RECORDED INFORMATION →
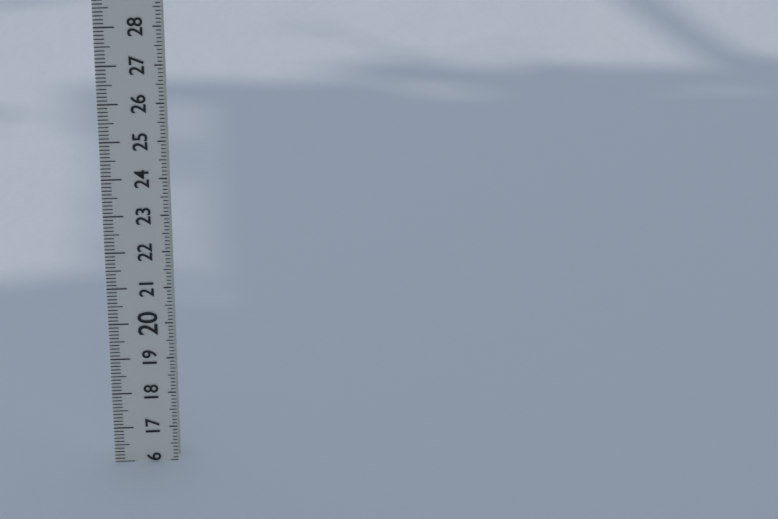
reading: 16.0 (no unit)
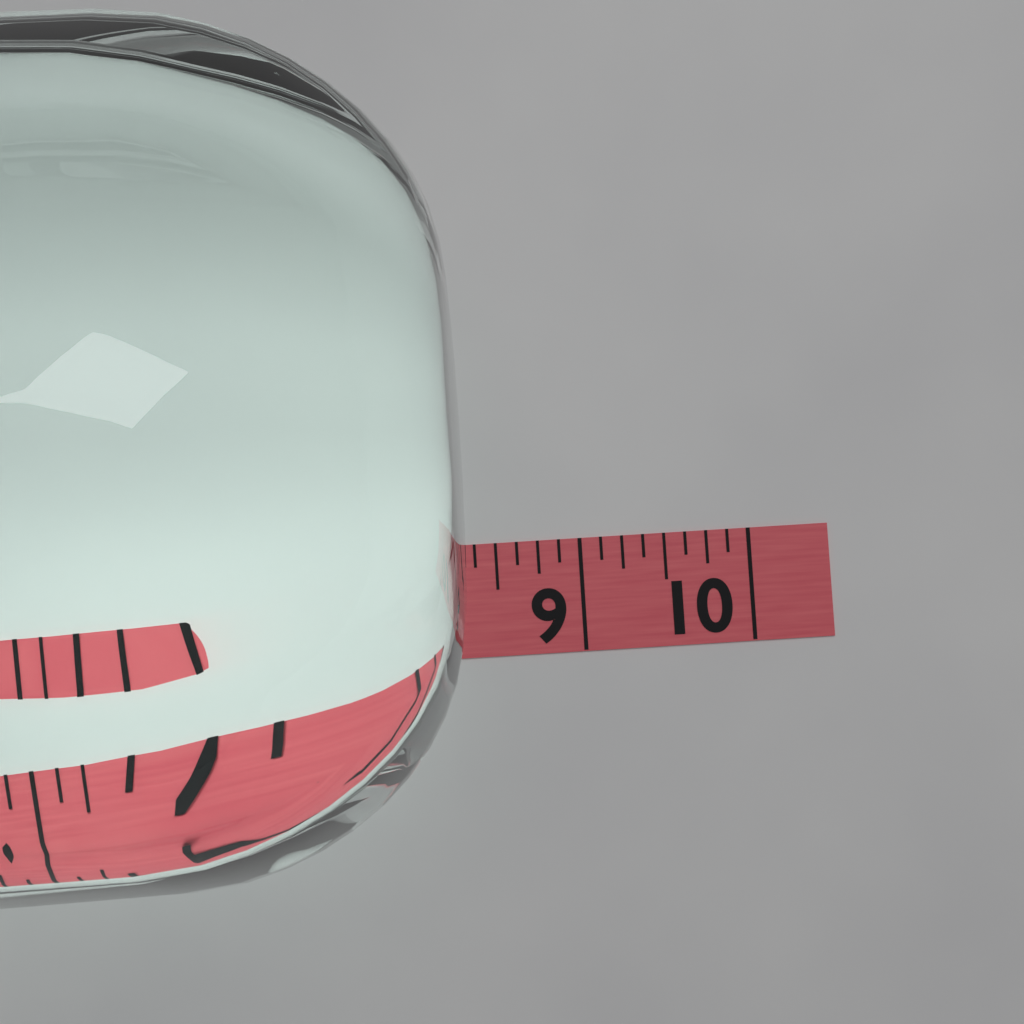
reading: 8.375 (no unit)
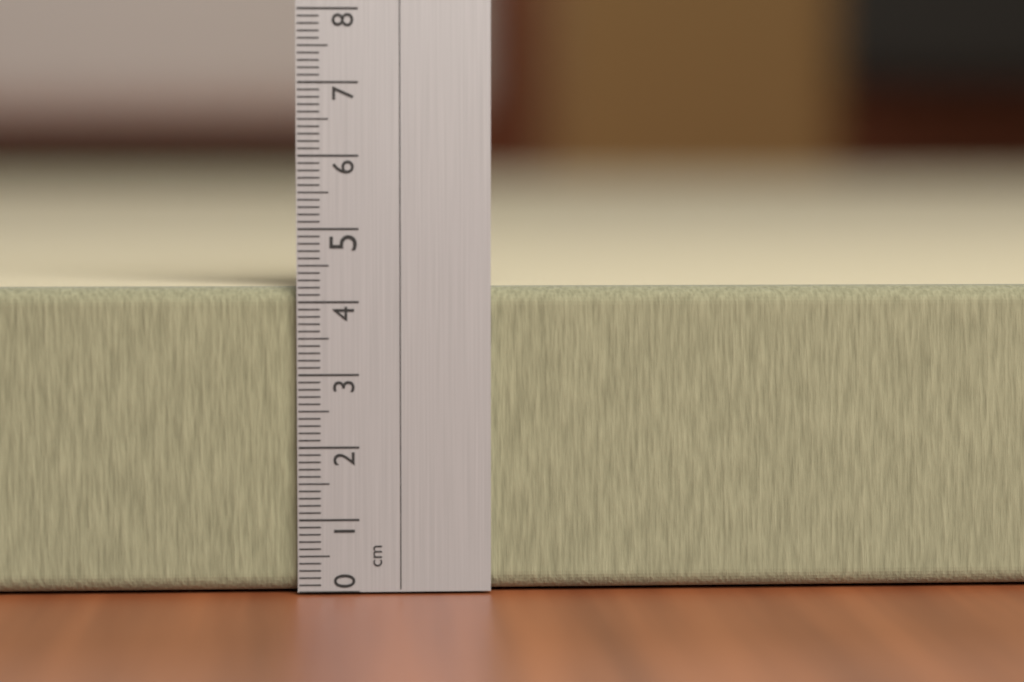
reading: 4.2 cm
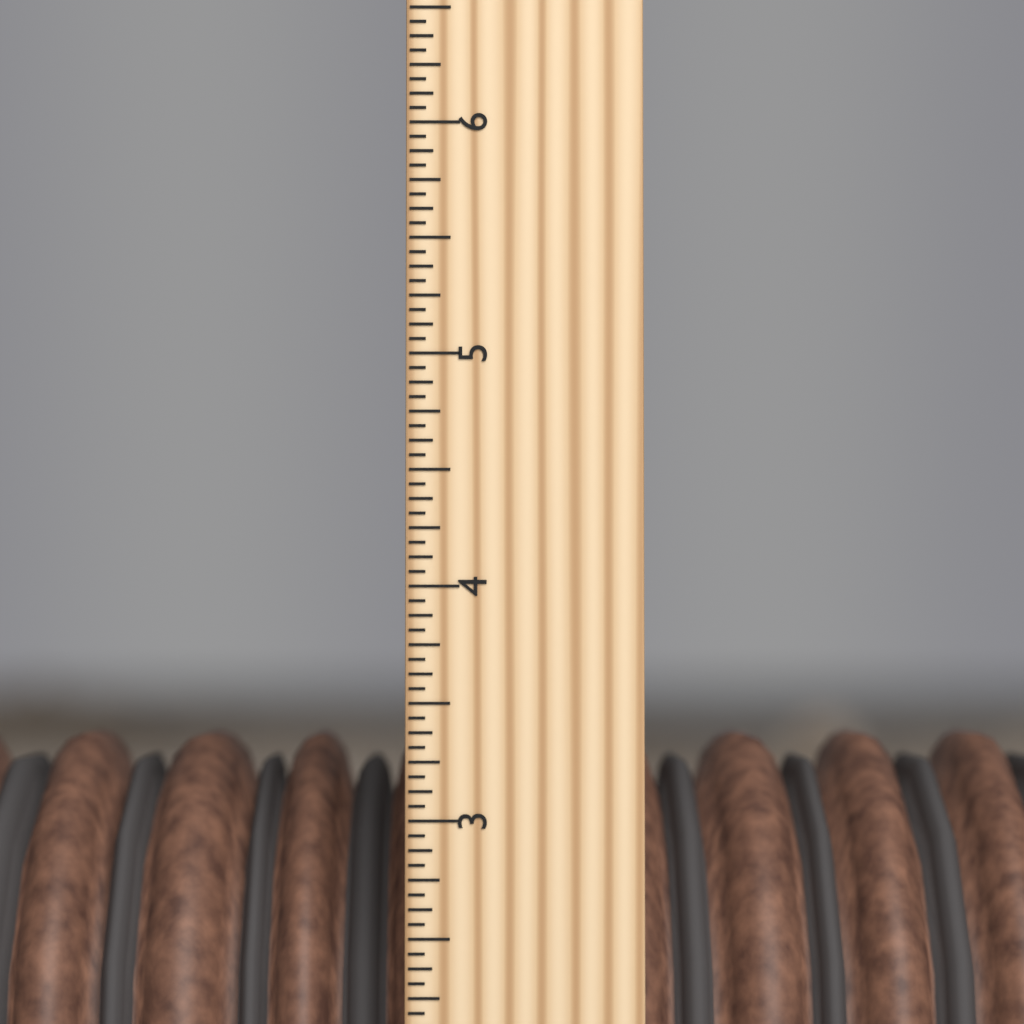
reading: 3.3750 inch
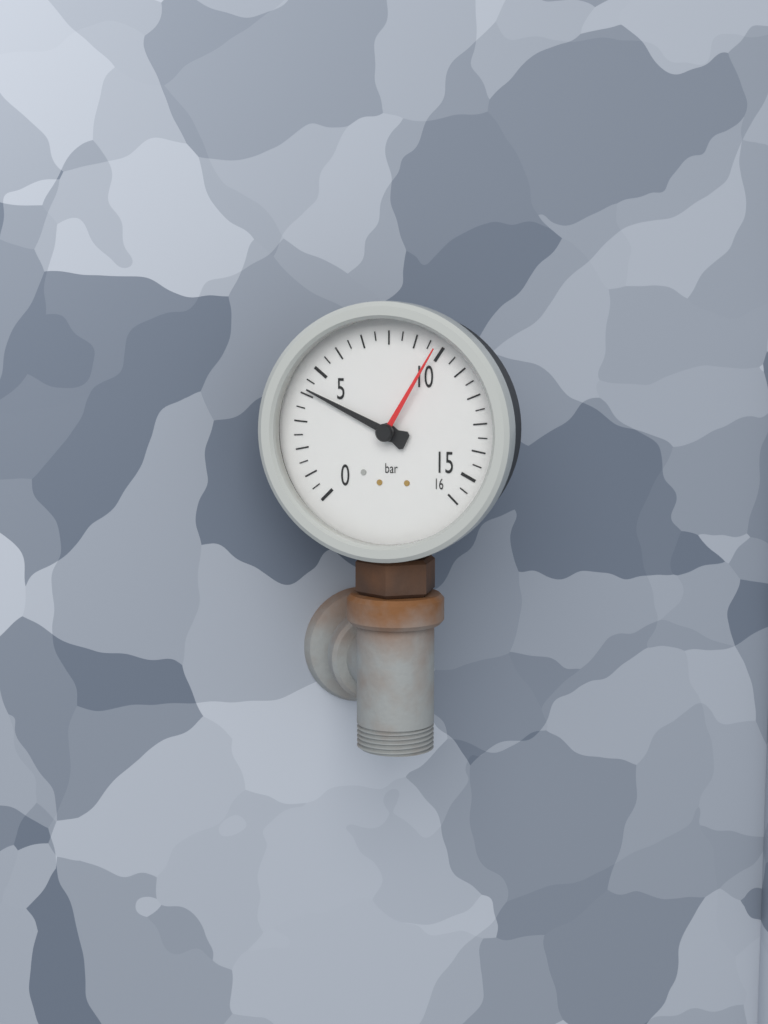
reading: 4.2 bar
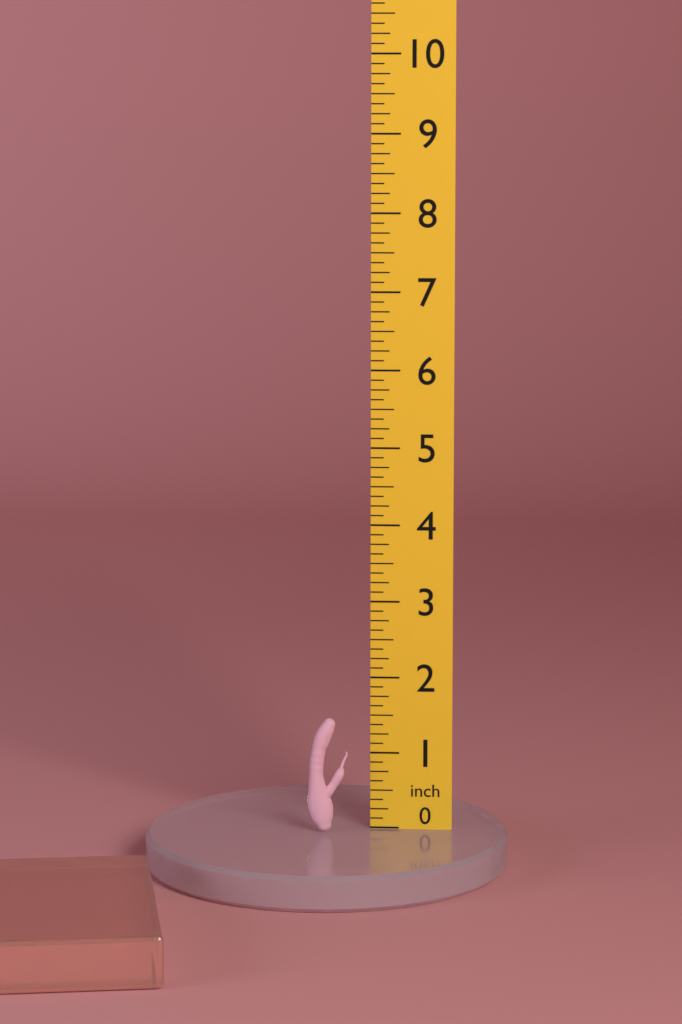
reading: 1.500 inch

WHAT TO PRODUCE →
Could you write out the whole listing exactly, skipping every picture?

RESULT BELOW →
reading: 16.0 (no unit)
reading: 8.375 (no unit)
reading: 4.2 cm
reading: 3.3750 inch
reading: 4.2 bar
reading: 1.500 inch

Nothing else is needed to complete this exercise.